More About The Fruit Discovered in 1875 on Jesse Hiatt’s farm in Peru, Iowa, the Red Delicious apple was a chance seedling. Thinking it was a nuisance, Hiatt tried to chop the tree down until the third time when he gave up and allowed it to grow and produce apples.
It is a complex symbol, with a variety of meanings and incorporated in a variety of contexts. It can mean love, knowledge, wisdom, joy, death, and/or luxury. The apple of the Garden of Eden, is the symbol of temptation and of original sin.
Forbidden fruit is a name given to the fruit growing in the Garden of Eden which God commands mankind not to eat.
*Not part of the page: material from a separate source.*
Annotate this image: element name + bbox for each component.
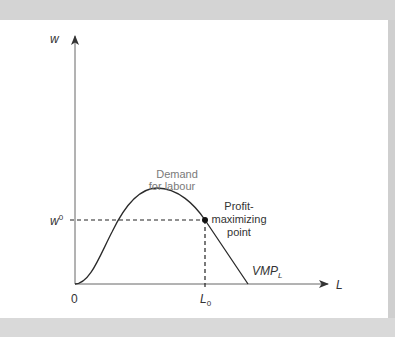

In the biblical narrative, Adam and Eve eat the fruit from the tree of the knowledge of good and evil and are exiled from Eden.
Emblazoned upon the apple is the word “Kallisti” (“to the fairest”). The golden apple can be seen as a metaphor for a practical joke meant to cause cognitive dissonance in the target.
The words forbidden fruit stand as a metaphor (an image). The metaphor comes from the book of Genesis in the Bible. There Adam and Eve are thrown out of Paradise because they eat from the tree of knowledge.
To Adam he said, “Because you listened to your wife and ate from the tree about which I commanded you, `You must not eat of it,’ “Cursed is the ground because of you; through painful toil you will eat of it all the days of your life. It will produce thorns and thistles for you, and you will eat the plants of the field.
The book of Genesis mentions three of Adam and Eve’s children: Cain, Abel and Seth.